Sprint planning – technical Stories.
This is work to facilitate the creation and support of a product or service.
Refactoring is the redesign of parts or even the entire product. It can be caused by errors in design, insufficient qualification of engineers, significant changes in requirements, lack of a unified development policy, accumulated “technical debt”, etc.
With SCRUM, the need for refactoring can be more urgent than with rigid methodologies. The product architecture laid out in the first iterations may not take into account the multiple changes in development directions that have occurred in subsequent sprints.
There is one problem with technical stories. Once the team has put them in the product backlog, the product owner can set them a low priority. The fact is that most technical stories are not user stories, but team stories. The direct business value of technical stories is often zero. Customers usually have a hard time convincing them to invest in saving the time and effort of the implementers.
There are several ways to solve this problem.
- Make technical stories out of technical ones by finding benefits for the customer. These benefits should be sought in improving the stability and speed of the product. The right moment for this is the customer’s dissatisfaction with these characteristics. In this case, technical stories turn into stories for users.
- “Sell” the product’s owner an increase in the team’s efficiency. It is desirable to calculate the regular resource loss of the team and compare it to the resource required to implement the technical stories. It is important to show for how many sprints the cost of implementation will be covered by the performance improvement. Simply put, the product owner may agree to include a technical story in a sprint planning if it results in the team being able to do more work in subsequent sprints.
- Agree with the product owner on the following procedure: If there is a plan ahead of schedule (all stories from the sprint backlog are realized before the end of the sprint), then the team will supplement the sprint backlog with technical stories.
- Agree with the product owner that the maximum number (or volume) of uncovered technical stories will be limited to a certain number. Anything over that limit should go into the backlog of the next sprint planning.
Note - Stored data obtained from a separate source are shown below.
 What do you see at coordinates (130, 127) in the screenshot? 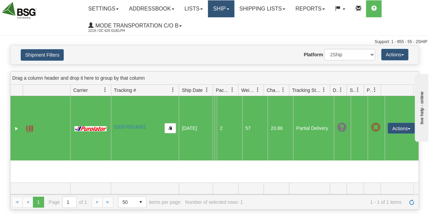
I see `a: 520070524092` at bounding box center [130, 127].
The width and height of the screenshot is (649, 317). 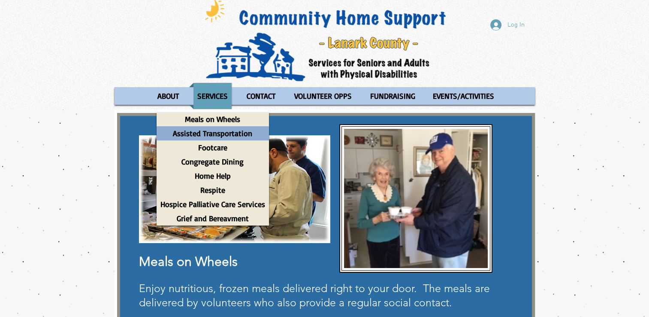 I want to click on p: Congregate Dining, so click(x=212, y=161).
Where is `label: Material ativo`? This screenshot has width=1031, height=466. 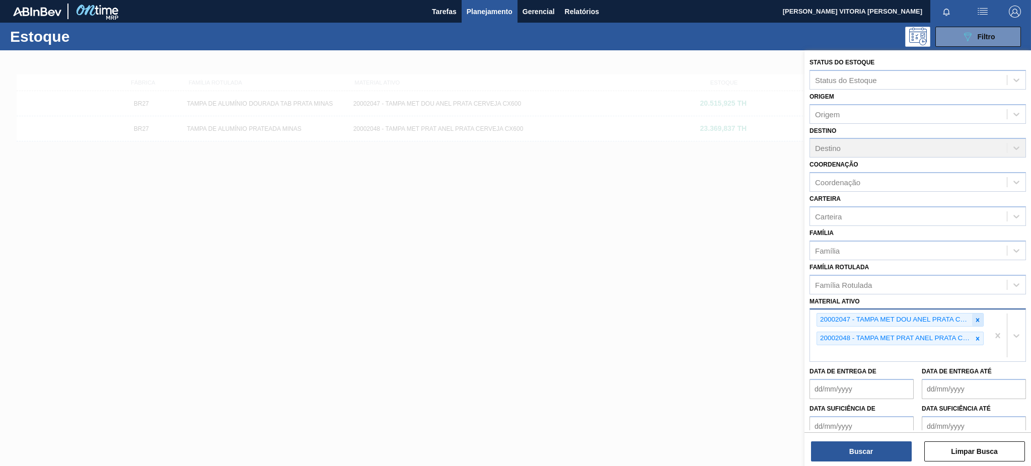
label: Material ativo is located at coordinates (835, 302).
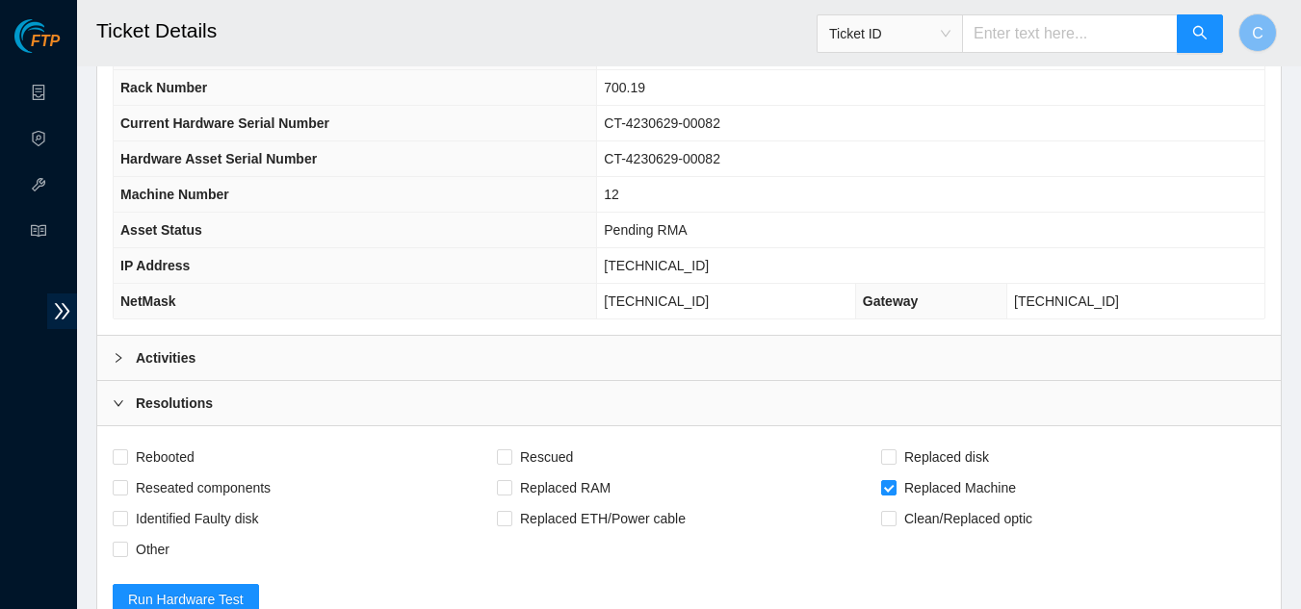 This screenshot has width=1301, height=609. What do you see at coordinates (165, 457) in the screenshot?
I see `span: Rebooted` at bounding box center [165, 457].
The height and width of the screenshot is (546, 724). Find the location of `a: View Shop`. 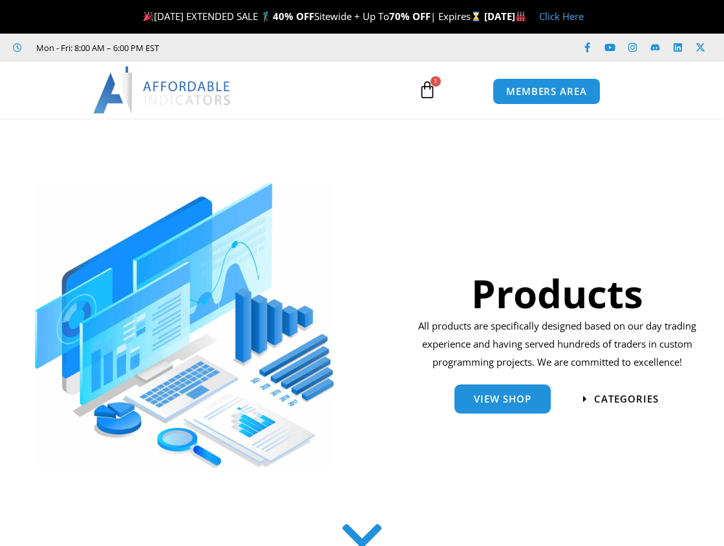

a: View Shop is located at coordinates (502, 399).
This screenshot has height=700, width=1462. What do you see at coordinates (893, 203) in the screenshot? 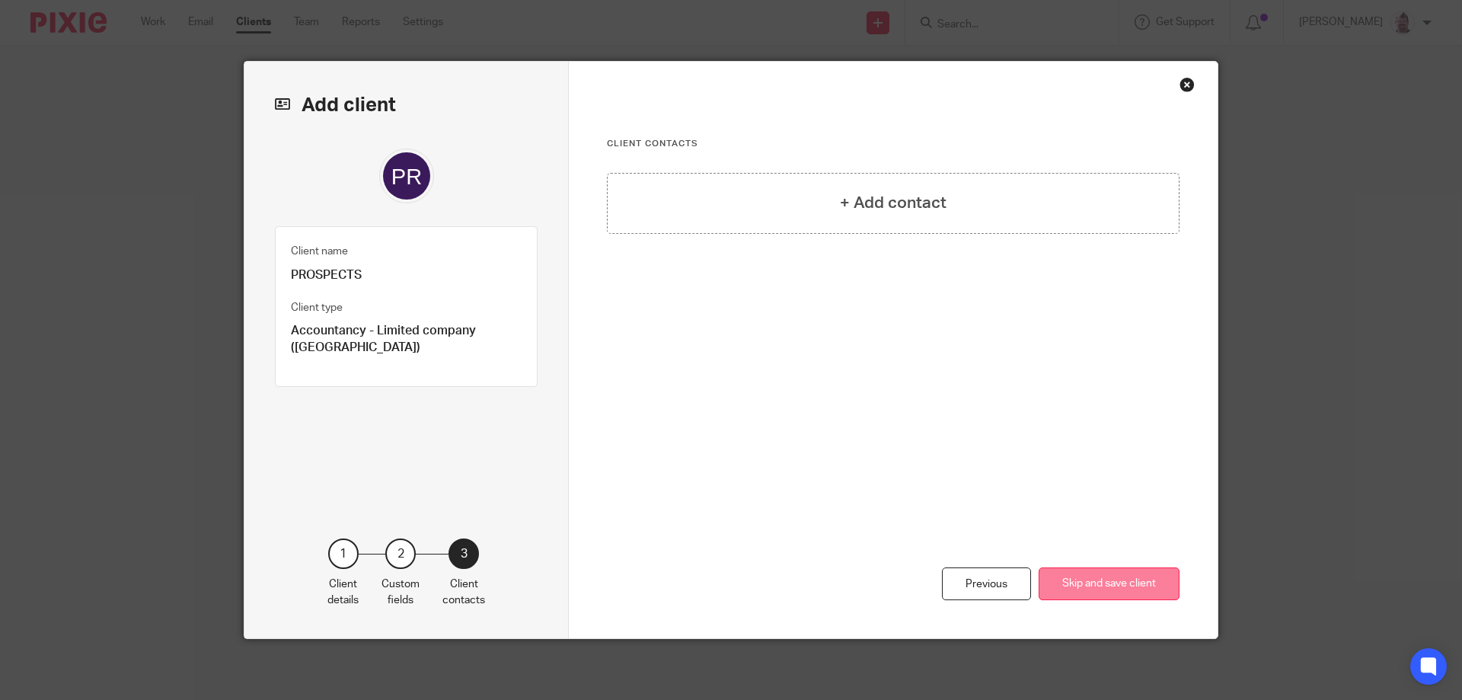
I see `h4: + Add contact` at bounding box center [893, 203].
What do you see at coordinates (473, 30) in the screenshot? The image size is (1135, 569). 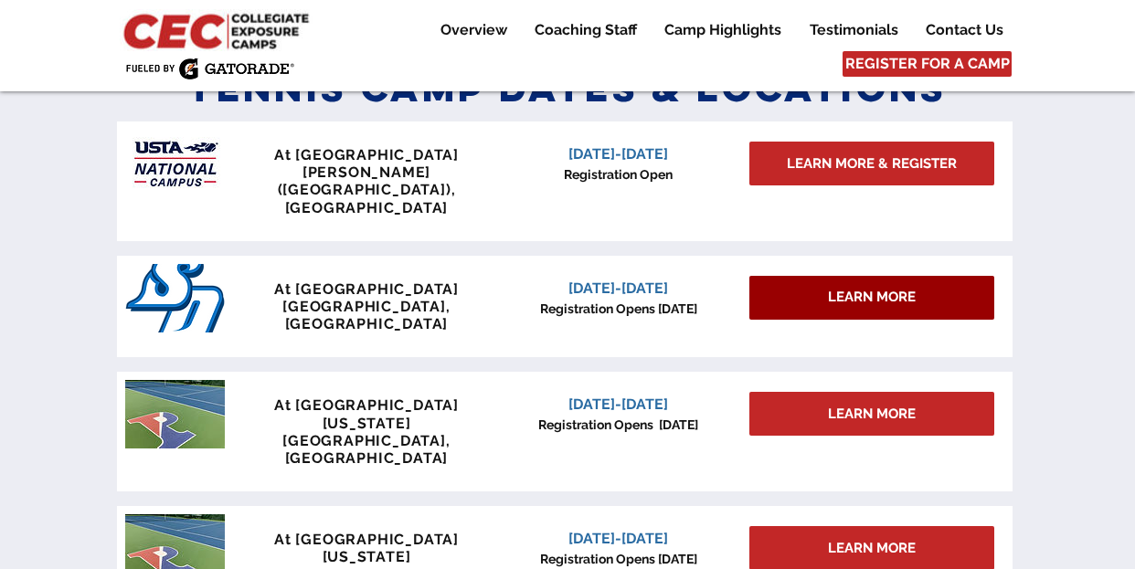 I see `a: Overview` at bounding box center [473, 30].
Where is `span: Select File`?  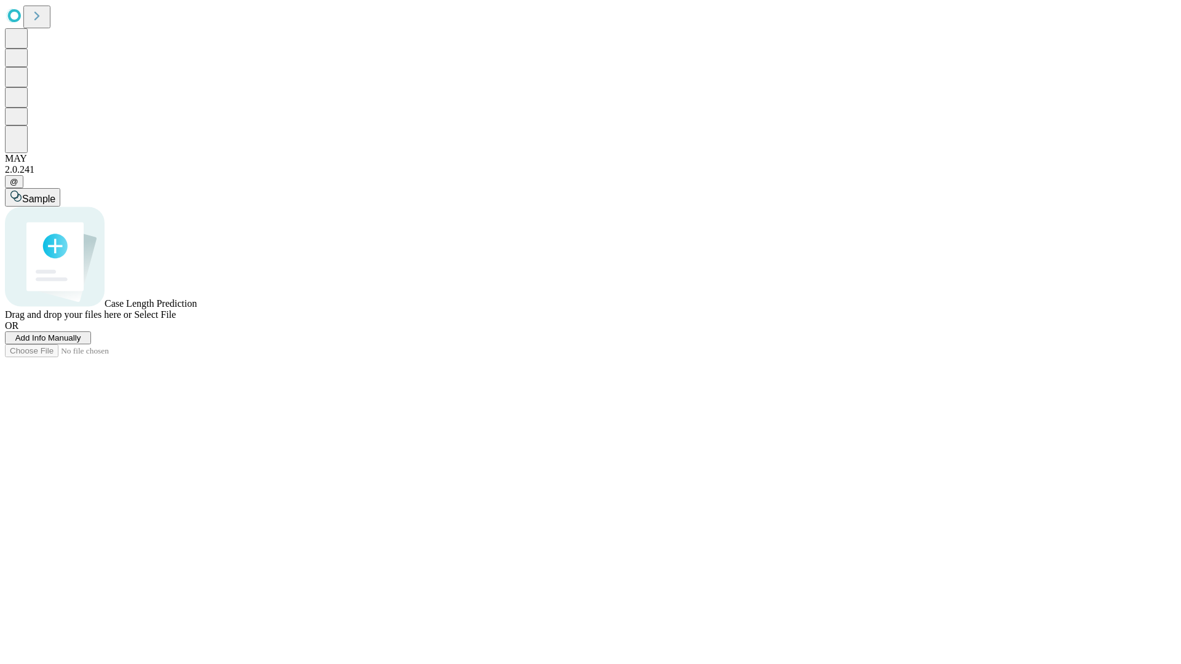
span: Select File is located at coordinates (155, 314).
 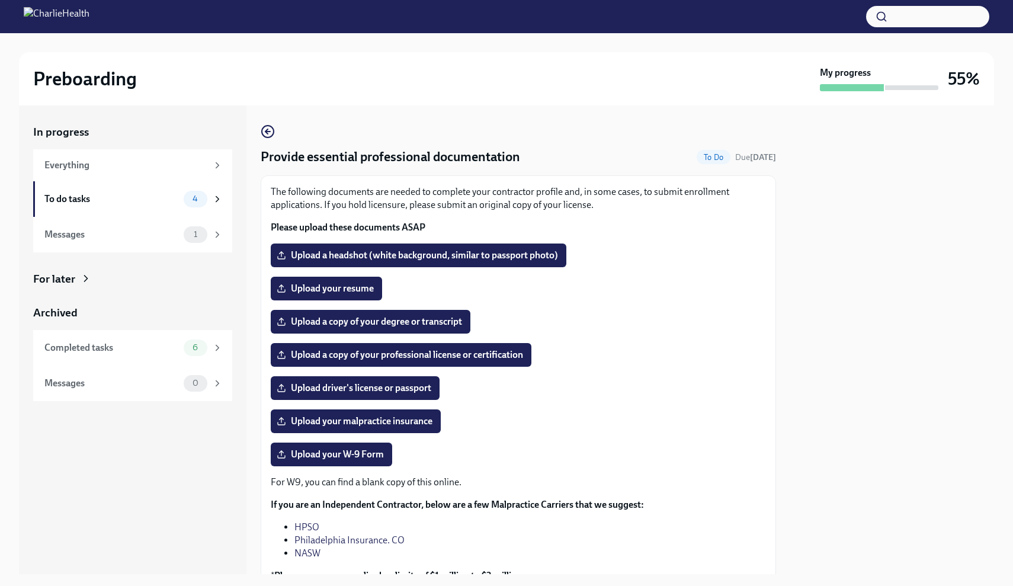 I want to click on span: To Do, so click(x=713, y=157).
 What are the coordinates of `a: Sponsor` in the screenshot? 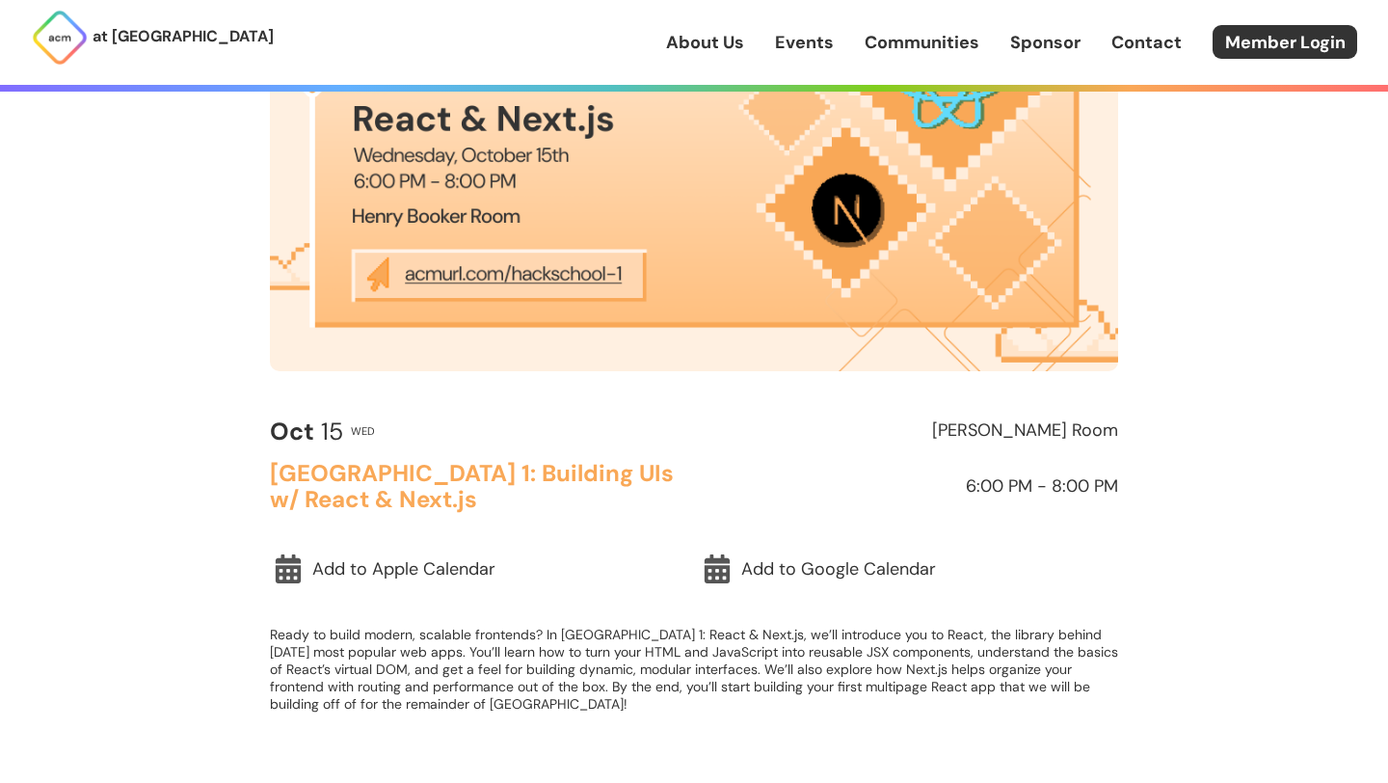 It's located at (1045, 42).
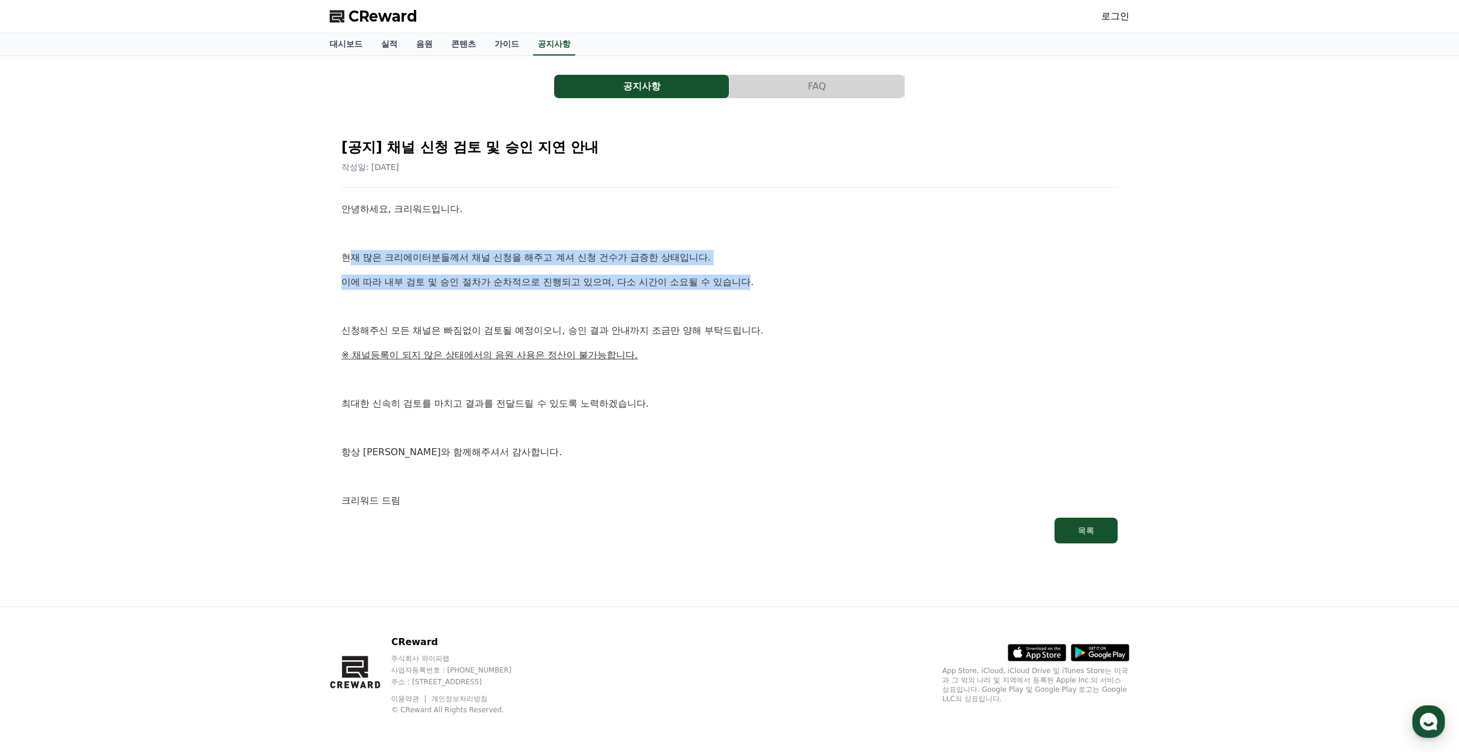  What do you see at coordinates (729, 331) in the screenshot?
I see `p: 신청해주신 모든 채널은 빠짐없이 검토될 예정이오니, 승인 결과 안내까지 조금만 양해 부탁드립니다.` at bounding box center [729, 331].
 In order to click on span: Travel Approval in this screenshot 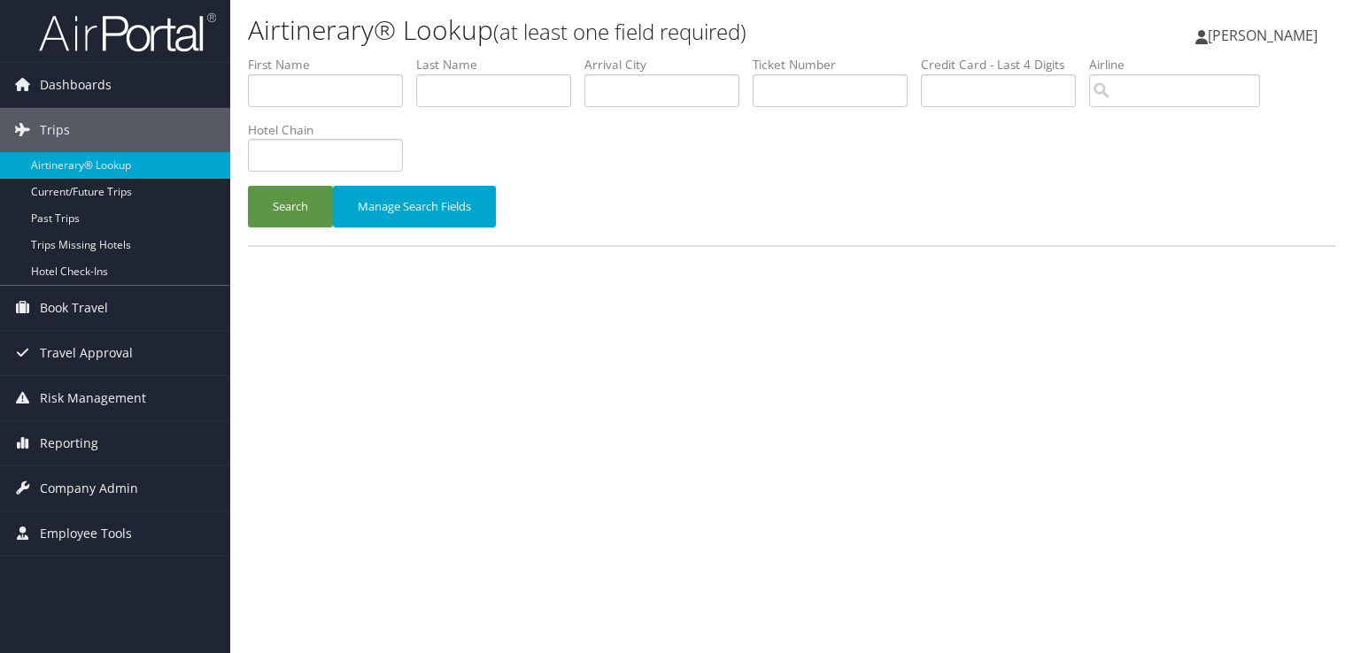, I will do `click(86, 353)`.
For ease of evaluation, planning, and distribution of work, stories are usually broken down into tasks. These are the individual operations that must be performed for the story to work. They can represent not only parts, but also different kinds of work. For example, there may be tasks to develop the story, test it, document it, etc. Decomposition into tasks and subtasks can be done by the whole team, by one specialist (e.g. an analyst or architect), or by each member of the team for his or her part of the work. If this work could not be done completely during the sprint planning time, it is done in working order during the sprint.
In the next sessions, we’ll continue to look at the sprint planning process. We’ll talk about task evaluation, team performance evaluation, and other aspects of planning.